Neutral-to-Bullish (protected) IntermediateHedging

Collar

Hold the underlying, buy a protective put, and sell a call to finance it — capping both downside and upside.

What is a Collar?

A Collar wraps a long position in the underlying with a protective long put (downside insurance) and a short call (which finances that insurance). The result is a defined band: losses are capped below the put strike and gains are capped above the call strike. Often the call premium nearly offsets the put cost, creating a low-cost or 'zero-cost' collar. It is the standard way institutions protect large holdings cheaply.

Payoff Diagram

Profit & Loss at expiry

Per share (multiply by lot size 75). Gold dots mark breakeven points; green = profit, red = loss.

200001960020400BE 20020+476-200-516Underlying price at expiry
Max Profit
(Call strike − Purchase price) − Net premium paid (capped at the call strike).
Max Loss
(Purchase price − Put strike) + Net premium paid (capped below the put strike).
Breakeven
Purchase price ± Net premium (near the purchase price for a zero-cost collar).
Outlook
Neutral-to-Bullish (protected)

Construction

  • Own the underlying (1 lot / 100 shares).
  • Buy 1 OTM Put for downside protection.
  • Sell 1 OTM Call to fund the put. Net cost is small or zero.

When to Use It

Use to protect an existing position or lock in gains at low cost, when you are willing to cap upside in exchange for cheap insurance. Popular ahead of uncertain events for holders who cannot or do not want to sell.

The Greeks

Reduced net Delta, low Vega, low Theta — the long put and short call offset much of each other's Greeks.

Risks & Considerations

  • Upside is capped at the call strike — you forgo a strong rally.
  • If the underlying is called away, you may face tax or delivery consequences.
  • The protective band is fixed; a move beyond either strike is fully capped.

Worked Example (Nifty)

Illustrative trade — lot size 75

Hold Nifty at 20,000. Buy 19,600 PE ₹150, sell 20,400 CE ₹130. Net cost ₹20 (₹1,500). Downside capped near 19,600 (max loss ≈ (400 + 20) × 75 = ₹31,500). Upside capped near 20,400 (max gain ≈ (400 − 20) × 75 = ₹28,500). Between the strikes you track the underlying.

Frequently Asked Questions

What is a zero-cost collar?
When the call premium collected exactly funds the put premium paid, the collar costs nothing upfront — you get downside protection 'for free' by capping upside.
Collar vs protective put?
A protective put keeps unlimited upside but you pay full premium; a collar caps upside but the short call pays for the insurance. Choose based on how much upside you are willing to trade for cheaper protection.
When is a collar most useful?
For concentrated holdings you cannot easily sell, or to protect unrealised gains through a risky period at minimal cost.
Educational content only — not investment advice. The example above uses illustrative numbers and does not reflect live market prices. Options trading involves substantial risk. See our Risk Disclosure and SEBI Disclaimer.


What the task requires: Emit the data below verbatim, stripping out any pictures.

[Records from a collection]
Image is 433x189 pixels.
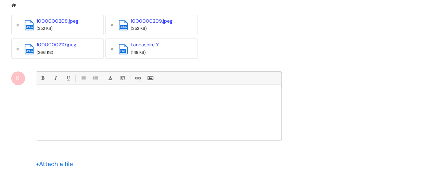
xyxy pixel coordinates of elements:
span: jpeg [26,49,34,53]
div: K [11,71,25,85]
a: Link [133,74,142,82]
div: Attach a file [36,158,77,169]
a: 1000000209.jpeg [131,18,173,24]
a: Underline(Ctrl-U) [64,74,72,82]
a: Insert Image... [146,74,155,82]
div: (252 KB) [131,25,186,33]
a: Back Color [119,74,127,82]
div: (266 KB) [37,49,91,57]
span: + [36,160,39,168]
span: pdf [120,49,126,53]
a: Lancashire Y... [131,41,162,48]
div: (148 KB) [131,49,186,57]
a: Italic (Ctrl-I) [51,74,60,82]
span: jpeg [26,25,34,29]
a: 1000000208.jpeg [37,18,78,24]
a: Font Color [106,74,114,82]
a: 1. Ordered List (Ctrl-Shift-8) [91,74,100,82]
a: 1000000210.jpeg [37,41,76,48]
a: • Unordered List (Ctrl-Shift-7) [78,74,87,82]
div: (352 KB) [37,25,91,33]
a: Bold (Ctrl-B) [38,74,47,82]
span: jpeg [120,25,128,29]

Problem solution:
Image is 433x189 pixels.
xyxy pixel coordinates of elements:
span: jpeg [26,49,34,53]
div: K [11,71,25,85]
a: Link [133,74,142,82]
div: Attach a file [36,158,77,169]
a: 1000000209.jpeg [131,18,173,24]
a: Underline(Ctrl-U) [64,74,72,82]
a: Insert Image... [146,74,155,82]
div: (252 KB) [131,25,186,33]
a: Back Color [119,74,127,82]
div: (266 KB) [37,49,91,57]
span: + [36,160,39,168]
span: pdf [120,49,126,53]
a: Lancashire Y... [131,41,162,48]
div: (148 KB) [131,49,186,57]
a: Italic (Ctrl-I) [51,74,60,82]
span: jpeg [26,25,34,29]
a: 1000000208.jpeg [37,18,78,24]
a: Font Color [106,74,114,82]
a: 1. Ordered List (Ctrl-Shift-8) [91,74,100,82]
a: 1000000210.jpeg [37,41,76,48]
a: • Unordered List (Ctrl-Shift-7) [78,74,87,82]
div: (352 KB) [37,25,91,33]
a: Bold (Ctrl-B) [38,74,47,82]
span: jpeg [120,25,128,29]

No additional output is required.